And we sailed the mighty dark
spacesuit that hadn't been occupied for at least a century. There were five suits hanging in the locker, and I picked the biggest one. It was a little too small for me, but I couldn't complain much on that score. It kinked a little, then drew tight over the shoulders, but nothing ripped when I moved.

I must have looked grotesque in that old, stiff, freakish garment, all bulges and creases. A big flaring dome over my head, feet like metal pancakes clattering on the deck.

But I wasn't concerned with my appearance, just my oxygen intake.

Back by the gravity panel, Pete tried desperately to stop me. His bony hands went out, plucked at my wrists. I couldn't hear him babbling outside the helmet. But I could see his shining eyes and moving lips. His eyes were tortured, pleading.

He might as well have been pleading with a man a hundred miles away—or a century dead!

I was deaf to reason. I was feeling merely a blind instinct to help a woman who had taken on a man's job.

Pete's eyes followed me as I went clumping toward the control board, and I felt a sudden tug of pity for him. If I never came back, he'd miss me a lot. Good old Pete! To make him feel better I flashed him a smile and waved him back.

"Sit down and relax, old-timer!" I said. "I'm just going out for a little breath of fresh air!"

It was just as well he couldn't hear me. He was real touchy about space. You had to treat it with respect. The lads who sailed the seas of Terra before Pete started reaching for the stars with his little pink hands had what it takes, and their lingo is the spaceman's lingo still. But to Pete spacemen were a notch higher in every respect. Nothing riled him more than loose talk about reading the weather by the glass or taking a squint at the North Star. Or going out for a breather on deck!

I thought of all that as I went out. Oh, Pete was a special character if ever there was one.

CHAPTER III

The Mirage Pup

I crawled out into the void on my hands and knees, clinging to the rough hull, digging with my magnetic irons into the thick coating of meteoric dust and grit and rubble the ship had picked up in deep space.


About this task – Where an entry contains a picture, skip the picture and write out everything else exactly.

################

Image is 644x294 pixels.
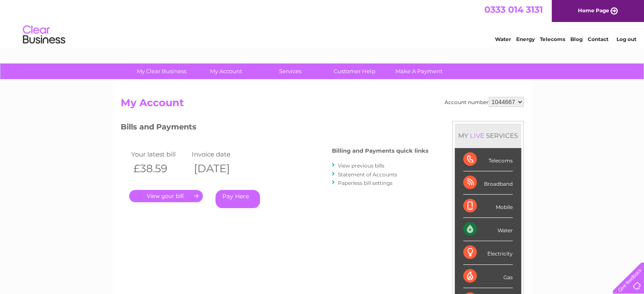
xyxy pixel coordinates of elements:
div: Account number [444,97,523,107]
a: Blog [570,36,583,42]
a: View previous bills [338,163,384,168]
th: £38.59 [129,160,190,177]
a: . [129,190,203,202]
img: logo.png [22,22,66,48]
div: LIVE [468,131,486,140]
div: Water [463,218,512,241]
td: Invoice date [189,148,251,160]
a: My Account [191,64,261,79]
div: Broadband [463,171,512,194]
a: Contact [587,36,609,42]
a: Pay Here [215,190,260,208]
h2: My Account [121,97,523,113]
a: Telecoms [540,36,565,42]
th: [DATE] [189,160,251,177]
a: Paperless bill settings [338,180,393,186]
td: Your latest bill [129,148,190,160]
a: Make A Payment [384,64,454,79]
div: MY SERVICES [455,123,521,148]
a: 0333 014 3131 [484,4,543,15]
div: Clear Business is a trading name of Verastar Limited (registered in [GEOGRAPHIC_DATA] No. 3667643... [122,4,522,41]
a: Statement of Accounts [338,171,397,177]
a: Log out [616,36,636,42]
a: Services [255,64,325,79]
div: Electricity [463,241,512,264]
h3: Bills and Payments [121,121,428,136]
div: Telecoms [463,148,512,171]
div: Mobile [463,194,512,218]
a: Water [495,36,511,42]
h4: Billing and Payments quick links [332,148,428,154]
a: My Clear Business [126,64,197,79]
a: Customer Help [319,64,390,79]
div: Gas [463,264,512,288]
a: Energy [516,36,535,42]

################

Result for this task –
Image is 644x294 pixels.
xyxy pixel coordinates of elements:
div: Account number [444,97,523,107]
a: Blog [570,36,583,42]
a: View previous bills [338,163,384,168]
th: £38.59 [129,160,190,177]
a: . [129,190,203,202]
img: logo.png [22,22,66,48]
div: LIVE [468,131,486,140]
div: Water [463,218,512,241]
td: Invoice date [189,148,251,160]
a: My Account [191,64,261,79]
div: Broadband [463,171,512,194]
a: Contact [587,36,609,42]
a: Pay Here [215,190,260,208]
h2: My Account [121,97,523,113]
a: Telecoms [540,36,565,42]
th: [DATE] [189,160,251,177]
a: Paperless bill settings [338,180,393,186]
td: Your latest bill [129,148,190,160]
a: Make A Payment [384,64,454,79]
div: MY SERVICES [455,123,521,148]
a: 0333 014 3131 [484,4,543,15]
div: Clear Business is a trading name of Verastar Limited (registered in [GEOGRAPHIC_DATA] No. 3667643... [122,4,522,41]
a: Statement of Accounts [338,171,397,177]
a: Log out [616,36,636,42]
a: Services [255,64,325,79]
div: Electricity [463,241,512,264]
h3: Bills and Payments [121,121,428,136]
div: Telecoms [463,148,512,171]
div: Mobile [463,194,512,218]
a: Water [495,36,511,42]
h4: Billing and Payments quick links [332,148,428,154]
a: My Clear Business [126,64,197,79]
a: Customer Help [319,64,390,79]
div: Gas [463,264,512,288]
a: Energy [516,36,535,42]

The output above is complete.